The report suggested government change laws to allow police “to collect victimization data at a disaggregated level to include information about identifiable groups.”

Currently, the report added, data is subjectively collected, or collected by self-disclosure due to Freedom of Information and Protection of Privacy Act legislation.

To support such a change, it would be important to have standardized annual surveys to track victimization rates and non-criminal police reported incidents, said the report, which also calls for the creation of a provincial committee comprised of experts from policing, human rights and “equity deserving groups” to review current practices and recommend solutions.

The report cited national statistics from 2014 that showed Canadians self-reported 330,000 incidents perceived as being motivated by bias, prejudice or hate. However, in that same year, Canadians only reported to police 1,295 criminal incidents determined as motivated by bias, prejudice or hate.

FredFacesCtownFred Kwok outside the Chinese Cultural Centre on East Pender Street, where a photo display of Chinese pioneers was vandalized. File photo Mike Howell

In Vancouver, that discrepancy was confirmed by Fred Kwok, the chairperson of the Chinese Cultural Centre, at the May 13 forum when he told viewers that he believed reported hate crimes over the past year only accounted for one-third of all cases.

“I know many friends of mine who never reported the incidents,” said Kwok, who told Glacier Media in a recent interview that many victims believe no action will be taken against perpetrators.

That was one of the reasons identified in the 2014 General Social Survey on Canadians’ Safety report produced by Statistics Canada.

The most common reasons cited for not contacting police were that the crime was minor and not worth reporting, that the offender would not have been convicted or adequately punished or there was a lack of evidence.

Kwok, who is also president of the Chinese Benevolent Association, said the increase in hate crimes against Asians occurred after then-U.S. president Donald Trump began referring to COVID-19 as the “China virus.”

In the report, the VPD acknowledged that not all victims want to report a hate crime to police because of “perceived barriers and concerns” related to law enforcement. There needs to be a way, the report said, for citizens to report crimes through another avenue other than police such as the E-Comm 911 service.

VPD statistics for the first three months of this year show 15 reports of anti-East Asian hate crime incidents, compared to nine last year and four in 2019 for the same period. The spike in reports occurred two months after the pandemic was declared, with a combined total of 50 in May and June 2020.

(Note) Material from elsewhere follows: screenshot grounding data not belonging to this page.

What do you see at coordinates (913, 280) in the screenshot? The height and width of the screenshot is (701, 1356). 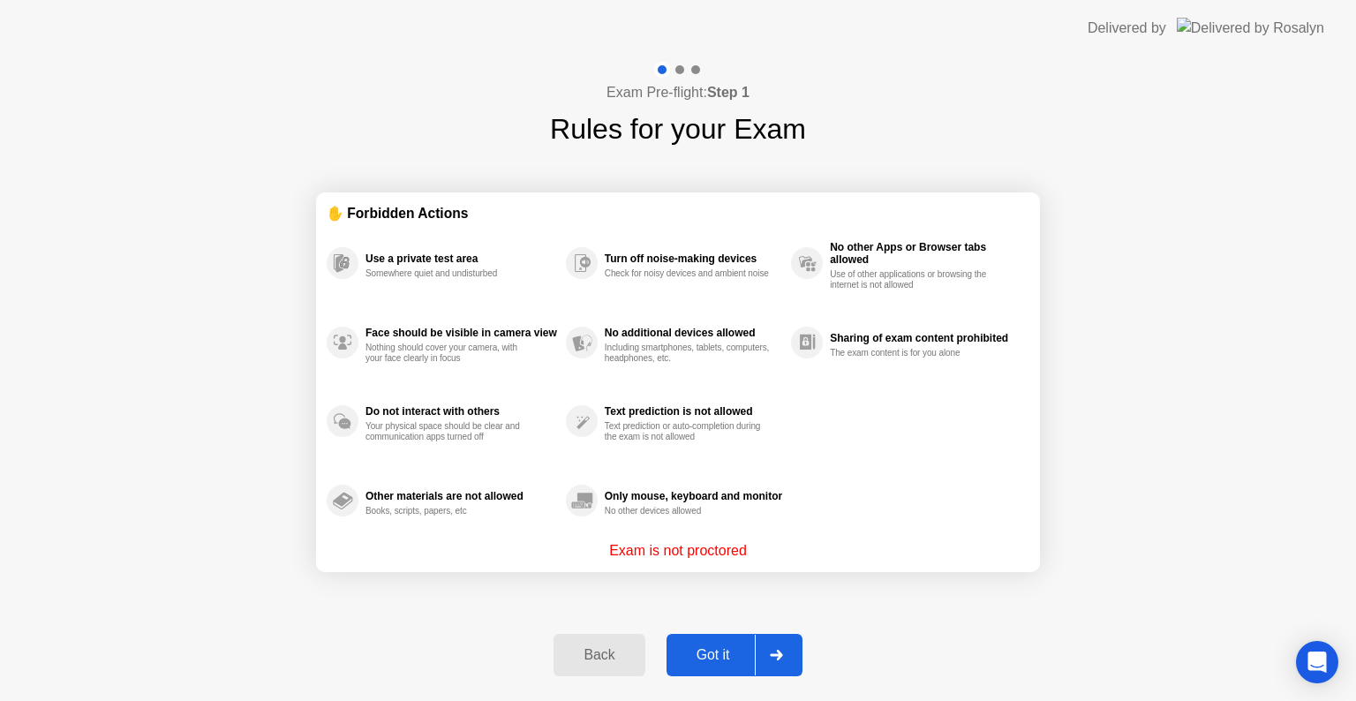 I see `div: Use of other applications or browsing the internet is not allowed` at bounding box center [913, 280].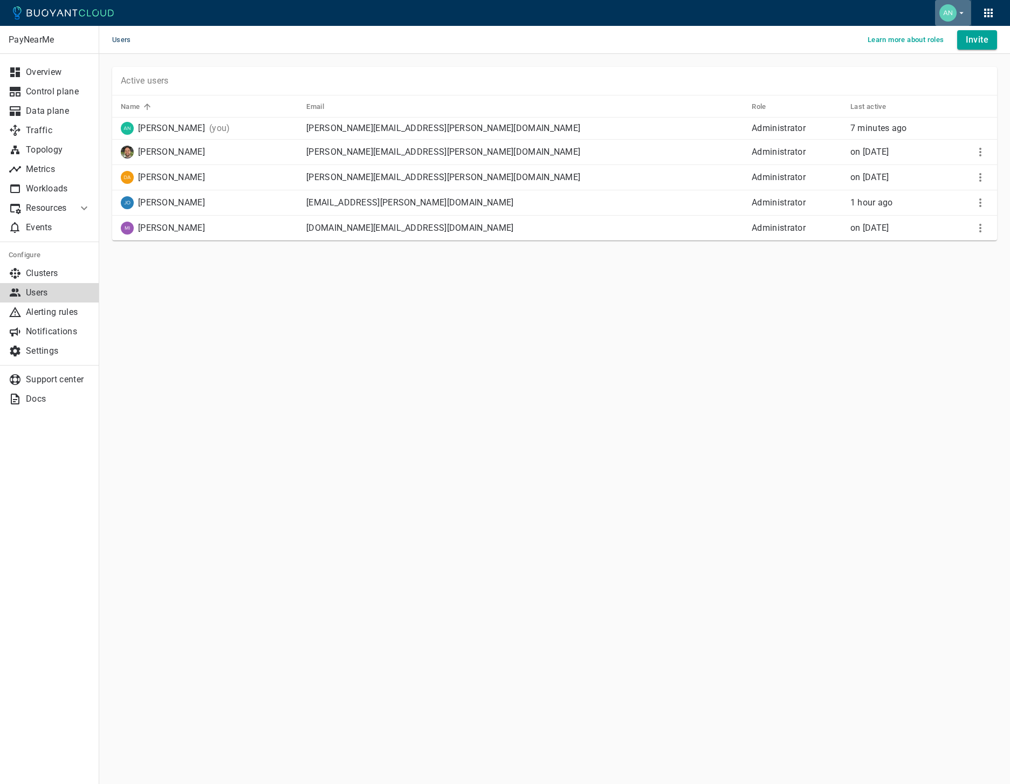  I want to click on span: Last active, so click(875, 107).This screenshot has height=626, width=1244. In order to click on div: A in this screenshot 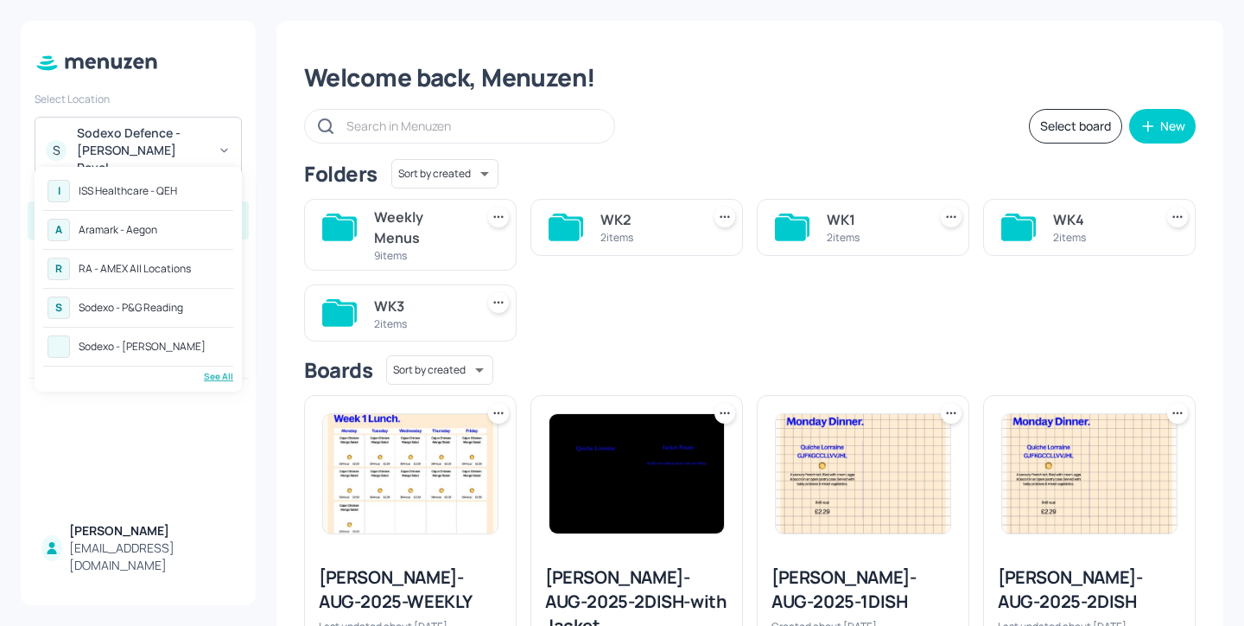, I will do `click(59, 230)`.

Since that spike, police have arrested individuals connected to hate crimes, including a man who allegedly scrawled hate messages on the cultural centre and another man who was captured on video throwing an elderly Asian man to the ground.

Police say they are also investigating an incident where a person or persons vandalized a mural in Chinatown sometime in June. The three-panel mural on the side of a building at Columbia and East Pender streets was marked up with blotches of red paint, which appeared to depict bullet wounds on the images of Chinese pioneers.

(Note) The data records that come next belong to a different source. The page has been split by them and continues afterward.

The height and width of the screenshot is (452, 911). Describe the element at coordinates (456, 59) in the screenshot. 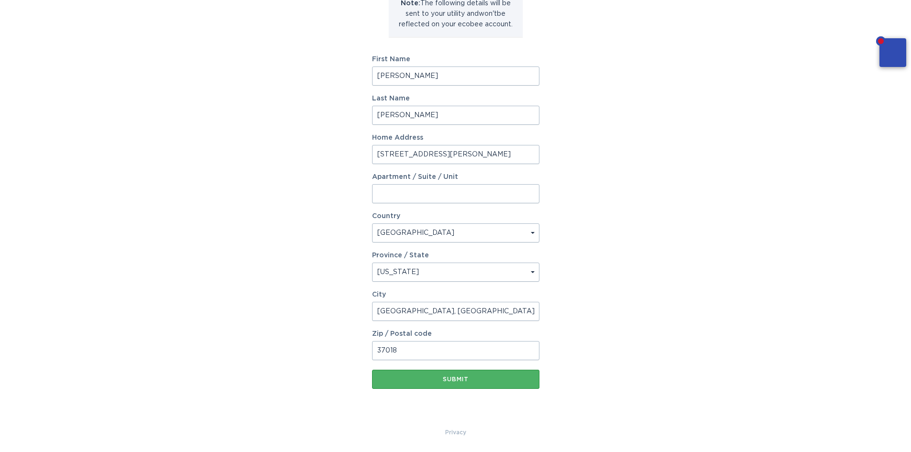

I see `label: First Name` at that location.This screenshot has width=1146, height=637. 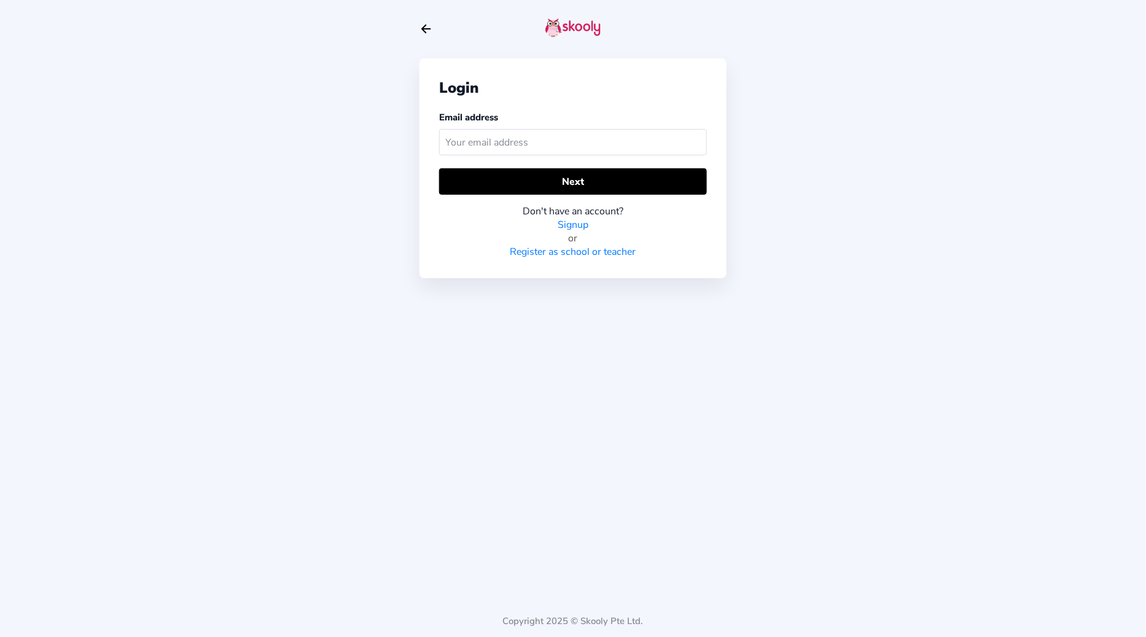 I want to click on label: Email address, so click(x=469, y=117).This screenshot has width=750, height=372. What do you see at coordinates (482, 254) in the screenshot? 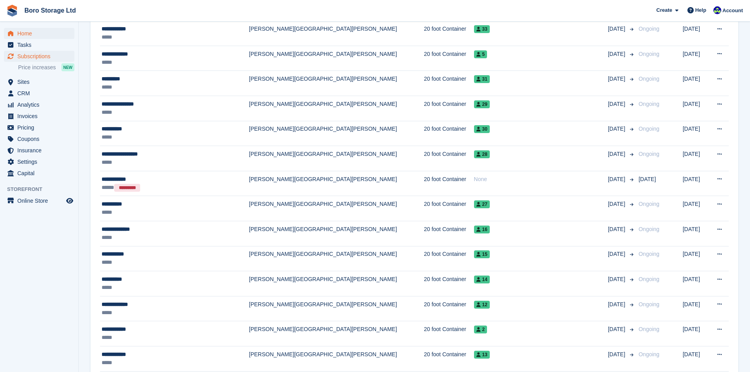
I see `span: 15` at bounding box center [482, 254].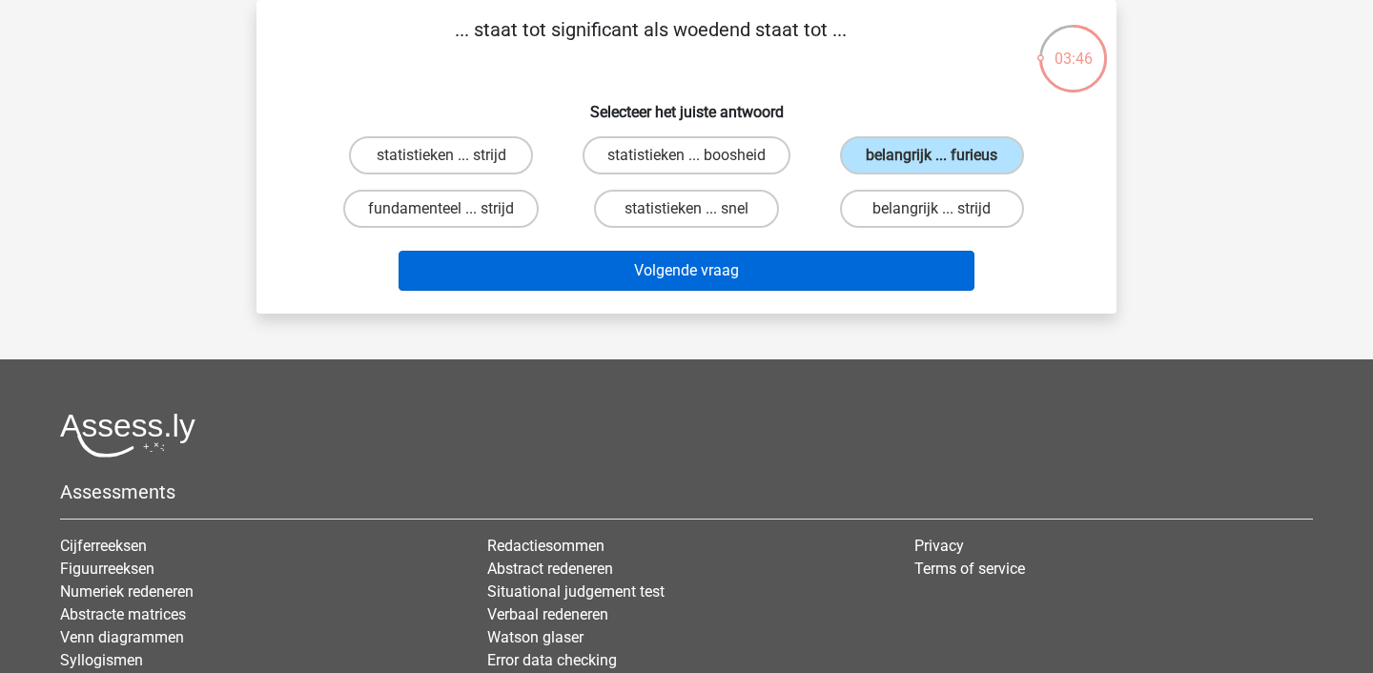 The width and height of the screenshot is (1373, 673). What do you see at coordinates (127, 591) in the screenshot?
I see `a: Numeriek redeneren` at bounding box center [127, 591].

Recently, the VPD added forms to its website in traditional and simplified Chinese for victims of hate, prejudice or bias to fill out. Forms are also available in Japanese, Tagalog, Vietnamese, Korean, Persian, Arabic and Punjabi.

The name and contact information for a VPD hate crimes investigator — Detective Constable Gagan Luddu — was also recently added to the department’s website.

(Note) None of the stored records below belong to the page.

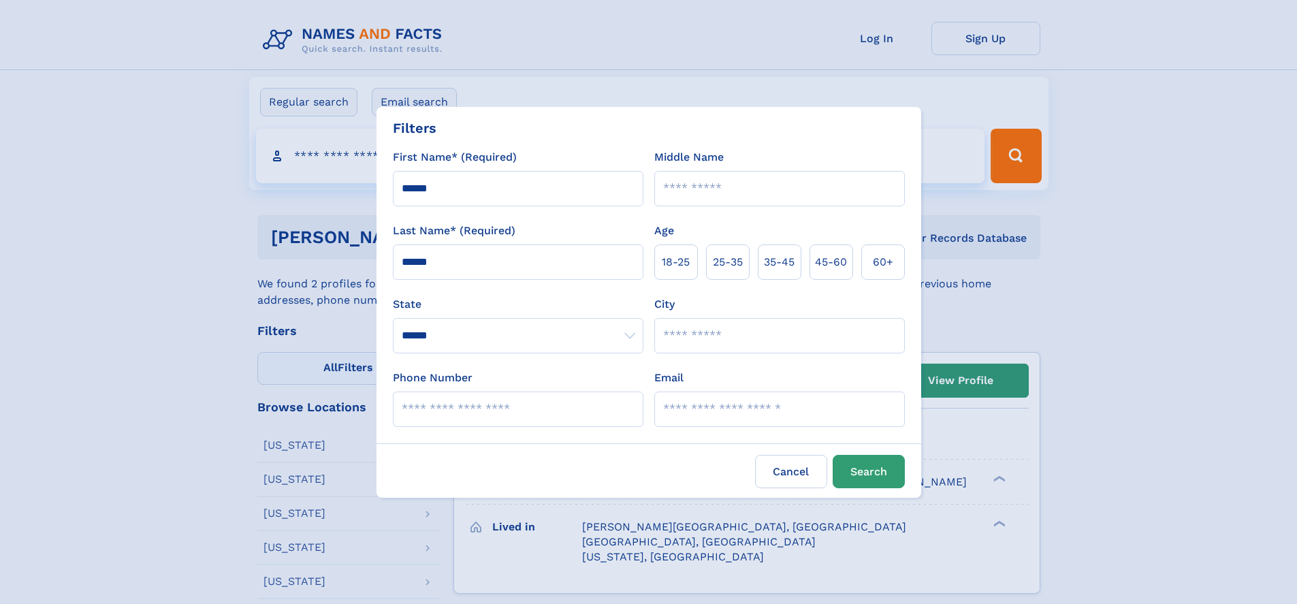 This screenshot has width=1297, height=604. Describe the element at coordinates (728, 262) in the screenshot. I see `span: 25‑35` at that location. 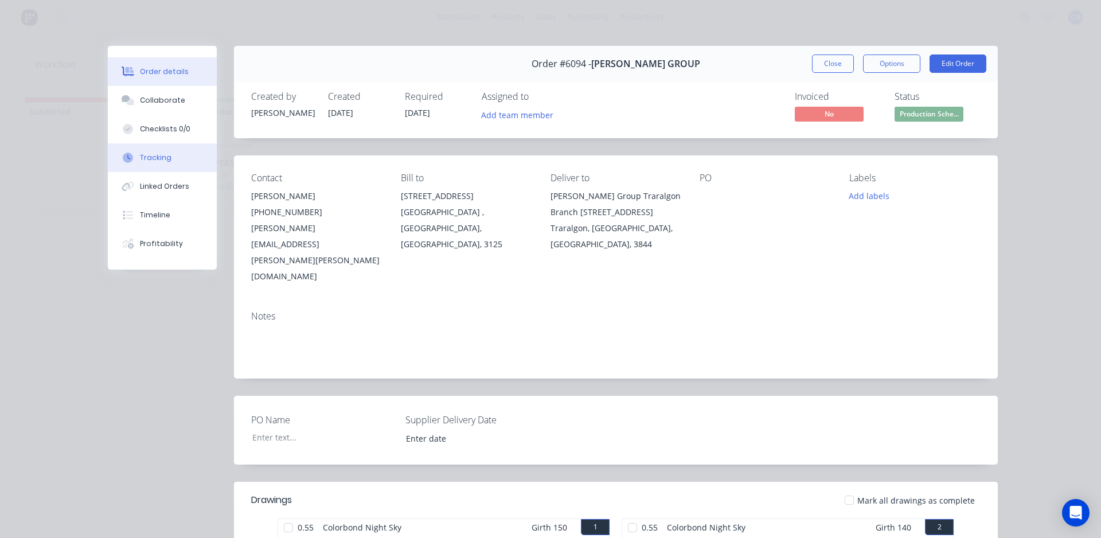 What do you see at coordinates (549, 527) in the screenshot?
I see `span: Girth 150` at bounding box center [549, 527].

Though anti-Asian hate crimes are on the rise, police data for Vancouver released prior to the pandemic shows Jewish, Muslim, LGBTQ2S and Black people being targeted disproportionately.

Indigenous, South Asian, West Asian, Arab, Buddhist, Sikh, Hindu, Jehovah’s Witness, Protestant, Catholic and “multiple races/ethnicities” were also captured in the data posted on the VPD’s website in 2019.

Types of crimes or incidents most commonly investigated are related to graffiti, harassment, assaults and suspicious circumstances, according to police.

Thursday’s police board meeting begins at 1 p.m. and will be livestreamed on the board’s website. The full report on combating hate crimes can be read here.